Opioid addiction, the last big U.S. epidemic, hasn’t gone away even as the healthcare industry ramps up to combat COVID-19, and impact investors’ help is being sought.

“Death is still death, whether it’s from an overdose or an infection,” said Dr. Sarah Kawasaki, director of addiction services at Pennsylvania Psychiatric Institute and assistant professor of psychiatry and internal medicine at Penn State Health. And there’s a role for private investors to play in battling both opioid addiction and the global pandemic caused by the novel coronavirus, she said.

One of the cutting-edge fields in opioid-addiction treatment that’s getting a big boost from the social distancing mandated by COVID-19 is the use of so-called prescription digital therapeutics. These are healthtech devices and software that work hand in hand with traditional therapy and pharmaceutical treatment. Recovery programs were also incorporating online support services that are being challenged by the current lockdown in many cities and states.

The digital therapeutics market is forecast to grow to $9 billion by 2025, according to a new report by Boundless Impact Investing. It generated $293 million in investment last year. Additionally, there were at least 26 private-equity deals in 2018 worth $320 million that focused on traditional and alternative addiction treatment centers.  About 130 people died each day in 2018 from opioid-related overdoses, according to government statistics.

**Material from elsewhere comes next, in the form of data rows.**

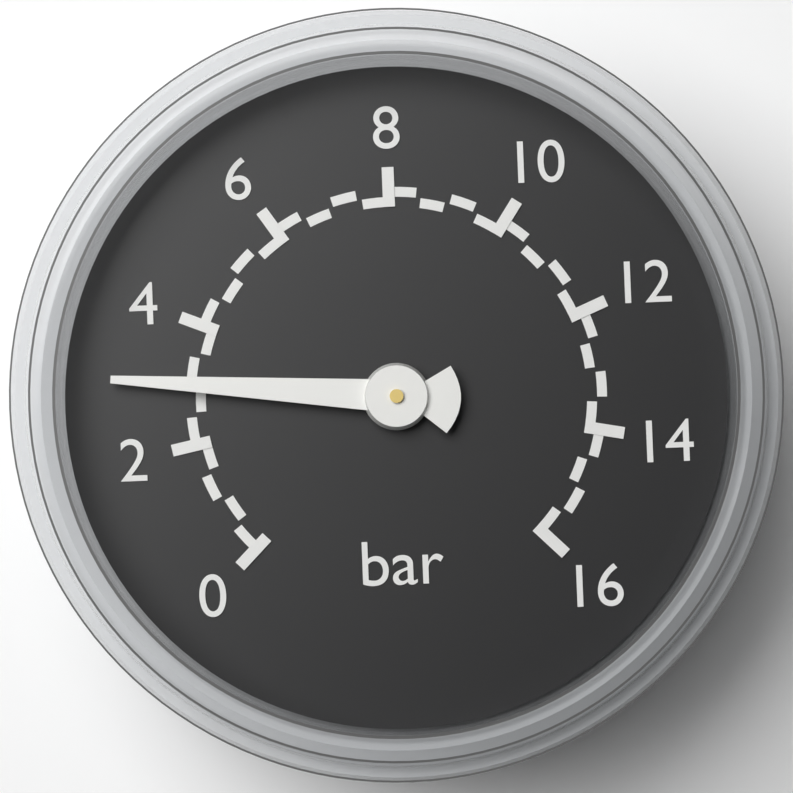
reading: 3.0 bar
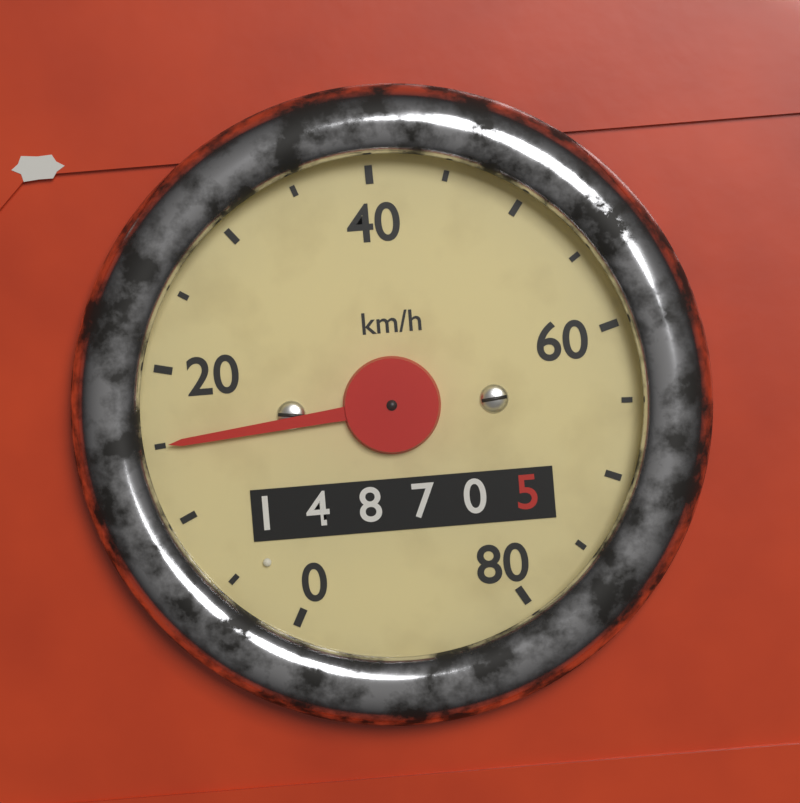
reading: 15 km/h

“Deploying more private capital to address this crisis is paramount to developing interventions, alternative drug therapies and innovative new technologies,” according to the Boundless report. It stated that misuse of prescription opioids costs the country $78 billion in healthcare, lost productivity, treatment and criminal justice activity.

Treatment centers are facing some of the same challenges as other medical facilities across the country right now, with not enough personal protective equipment for staff. But the centers can’t close, because they provide essential care to an at-risk population, with many patients suffering concurrently with conditions that put them at risk for COVID-19 such as hepatitis, HIV and heart and lung disease, along with anxiety, depression and other issues.

“It’s absolutely an essential service,” Kawasaki said. “People in this situation are especially vulnerable and that’s why these treatments are necessary.”

Some of the most promising investment opportunities that will help long term include the development of risk-screening tools, the prescription digital therapeutics, recovery-care programs and alternate pain solutions as well as new medications that will wean patients off their addictions, according to the Boundless report.

Some of these are getting a dry run right now because of COVID-19.

“We are moving a lot of our services to telehealth,” Kawasaki said. When the clinic can provide a device or some sort — particularly for patients who wouldn’t have access otherwise — “it helps the patient gain more independence and be in their community.”

And because of social distancing, some states are easing restrictions on sending anti-addiction medicines like methadone home with patients, which could work well for patients that don’t need as much supervision and lower treatment costs.

“On the other hand, you worry about medication hoarding,” she said. “It’s just as possible as toilet paper. Patients could take it all at once and die. There have been cases already in Washington state, and we’re all preparing for that. Hopefully, it won’t happen.”